The grounds on which golf is played are called links being the barren, sandy soil from which the sea has retired in recent geological times. In their natural state links are covered with long, rank, bent grass and gorse…links are too barren for cultivation; but sheep rabbits, geese and professionals pick up a precarious livelihood on them. WALTER SIMPSON
Dateline: Pittenweem, Kingdom of Fife, United Kingdom
Well, this trip is certainly not proceeding according to spec....
John, Ross, the bride and I teed off at Dornoch as planned, on a gloriously linksy day, the sun shining (OK, that's not the linksy part) and the wind blowing, and all was well with the world. Oh, your humble blogger didn't have much of his game with him, but it's not like that hasn't happened before. Somebody did bring her game, but tragedy first.... The only bit worth noting, because it might have been a factor, is that I had at least a couple of shots where the long, wispy whins grabbed my hosel and sent balls dead left. In fact, Ross was good enough to retrieve one of said shots from the rocks....
That's off the ninth hole, a beach I've visited on prior occasions.... Good times.
We make our way to the twelfth hole, Dornoch's second and final three-shotter. The hole has a right-to-left shape to it, but my second shot fails to draw and heads straight for an evil-looking fairway bunker some 70-75 yards short of the green. Fortunately, or so it seems at the time, the ball clears the bunker and leaves me a simple pitch to the green.
The lie was a bit funky, surrounded by that wispy stuff but also sitting just a bit down between two tufts of grass. All of which might explain instinctively tightening that grip pressure, right? What happens next is quite a blur, but the club stops dead in the grass and pain ensues, and in the immediate aftermath I think I may have damaged my wrist, I was certainly shaking it out immediately after. It took me a moment to notice the blood, as somehow my grip removed a solid inch of skin from the top of my index finger, just to the left (obviously on my right hand), leaving a nasty wound. I have pictures, but I'll do you the courtesy of not sharing them.
Perhaps the oddest bit of all is that, despite the obviously sub-optimal club-turf interaction, the shot itself came off beautifully, leaving a 12-footer for birdie. And, yes, I three-jacked it, though in my defense I had my finger/hand wrapped with a nappie.
The prognosis? Murky, at best. With Elsie and John's kit and assistance, we cleaned and dressed it as best we could Friday evening. A visit to the Strathpeffer chemist Saturday morning provided some useful butterfly-like strips and dressings, but through the drive down from the Highlands the wound continued to seep red stuff. As of Sunday morning there's only the slightest trace of blood on the dressing, so that's perhaps slight progress.
Our first game at Crail is Monday, though at this juncture I don't thin I'll dare play, in the interest of salvaging the back end golf. We were also suppose to be entering the Daily Ballot for the Old Course, but all that's on hold for now.

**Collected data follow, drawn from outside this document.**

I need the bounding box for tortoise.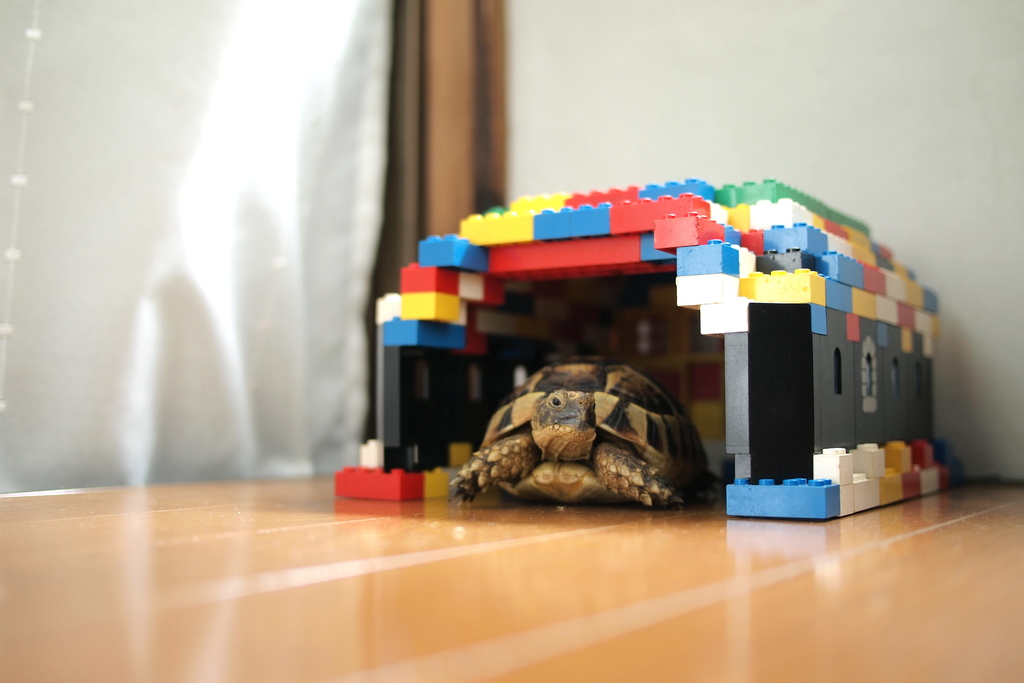
Here it is: 459 352 722 512.
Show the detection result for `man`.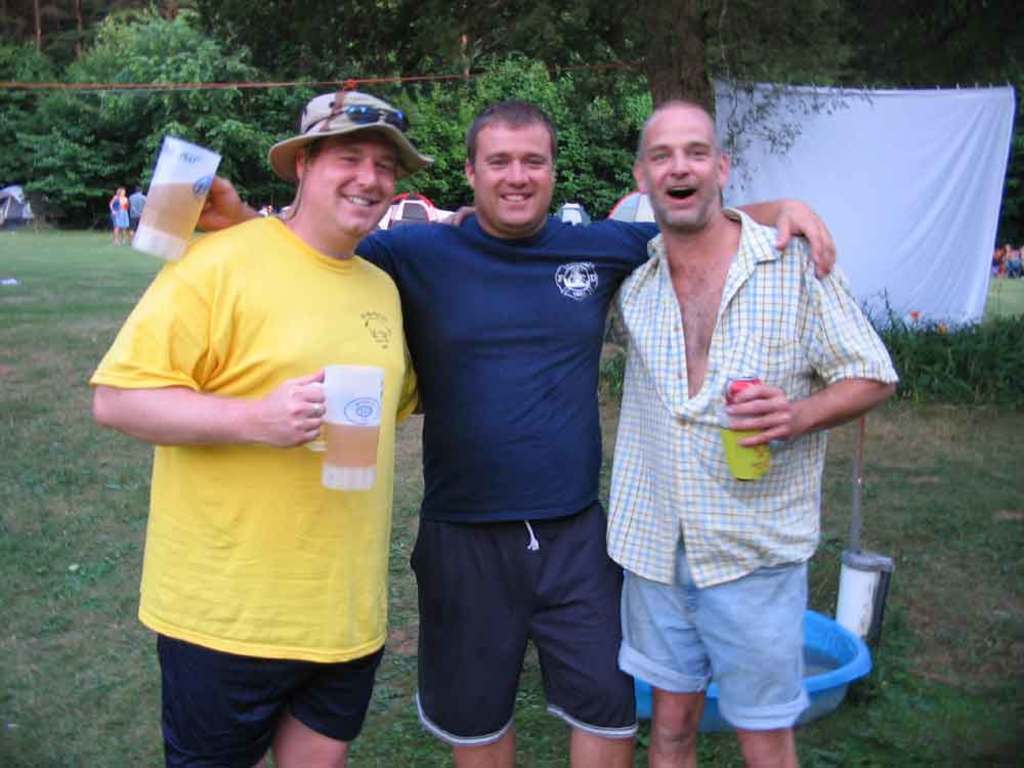
[x1=196, y1=101, x2=836, y2=767].
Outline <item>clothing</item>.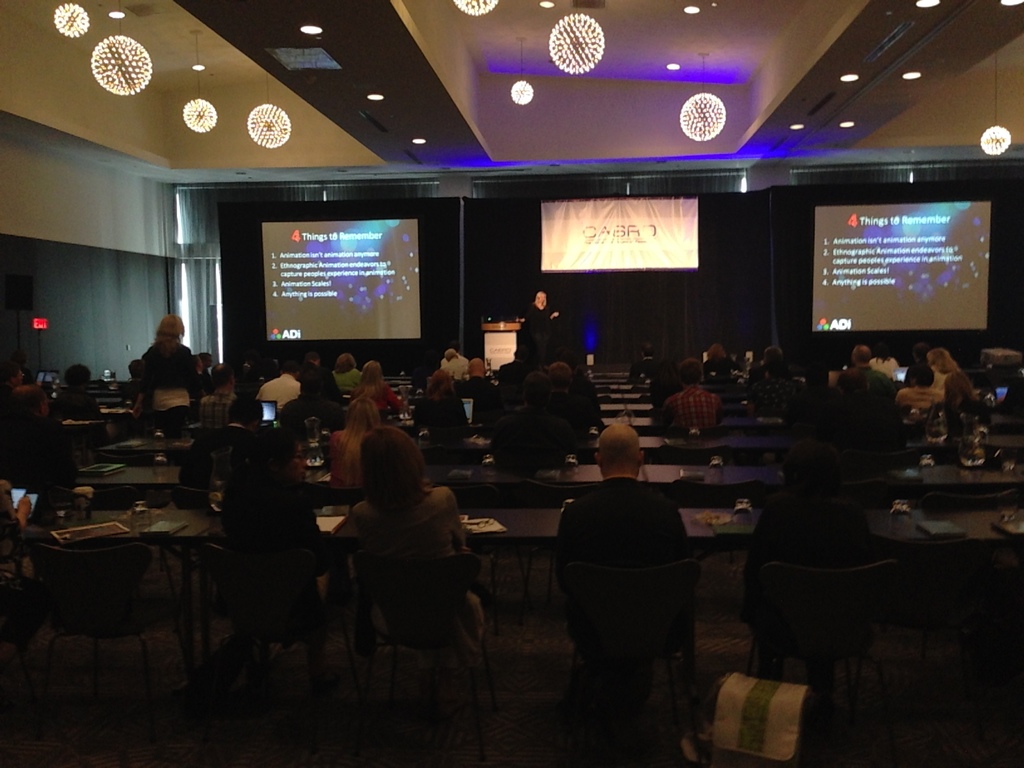
Outline: [661, 379, 722, 433].
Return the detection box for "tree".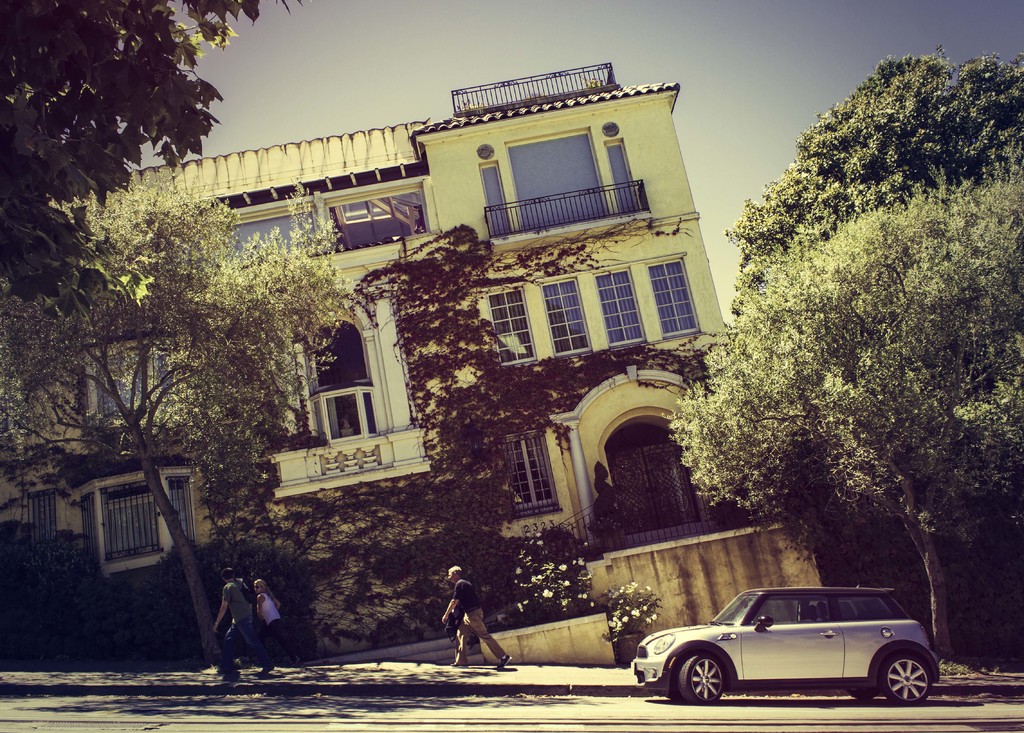
{"x1": 0, "y1": 182, "x2": 383, "y2": 665}.
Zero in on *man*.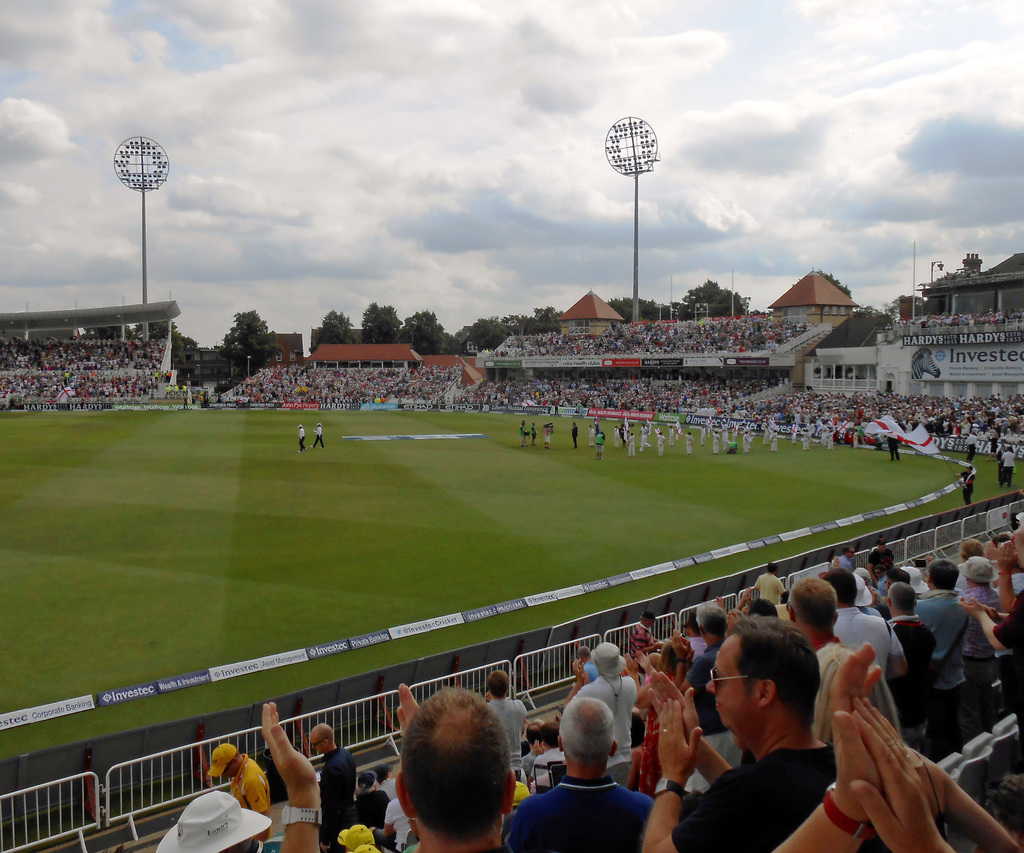
Zeroed in: rect(575, 646, 598, 685).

I'll grab a club later and see what's possible, but I'm likely to be a mere caddie and cheerleader for Employee No. 2. In a moment of pure spite, I even threatened to live blog her round on a stroke-by-stroke basis, though she's done nothing to deserve such scrutiny.
So, other than that, Mrs. Lincoln, how did you enjoy the performance?
Dornoch, which we hadn't been back to for a good ten years, remains links heaven (sorry for the redundancy). It's a spectacular site, built on at least three different landforms, though all are suitably linksy. providing an infinite array of shot values and beautiful vistas of Dornoch Bay.
From l-r, Ross, John and Theresa on the putting green. |
Plans are afoot to replace the small clubhouse, which is to be moved the other side of the first tee. Set aside wind and the pot bunkers, the biggest challenge presented by Dornoch at present might be finding a parking spot, which John accomplished only by virtue of driving a vehicle with higher clearance.
I don't have a full dissertation on Dornoch in me, but I will share some photos with you:
That's your humble blogger's tee shot on the second, one of the great Par-3's in linksdom (although all four one-shotters at Dornoch are quite strong). Of course, the last thing I heard from Ross was "Don't go left", yet left I went. Why the warning?
One of the few high points of my golf before disaster struck was successfully extricating myself from this position, a quite credible first bunker shot of the trip. Perhaps the last, also....
The old joke is that the hardest shot at Dornoch is the second to the second, the humor being that it's allegedly a one-shotter. So, I pulled off the hardest shot at Dornoch, and no others.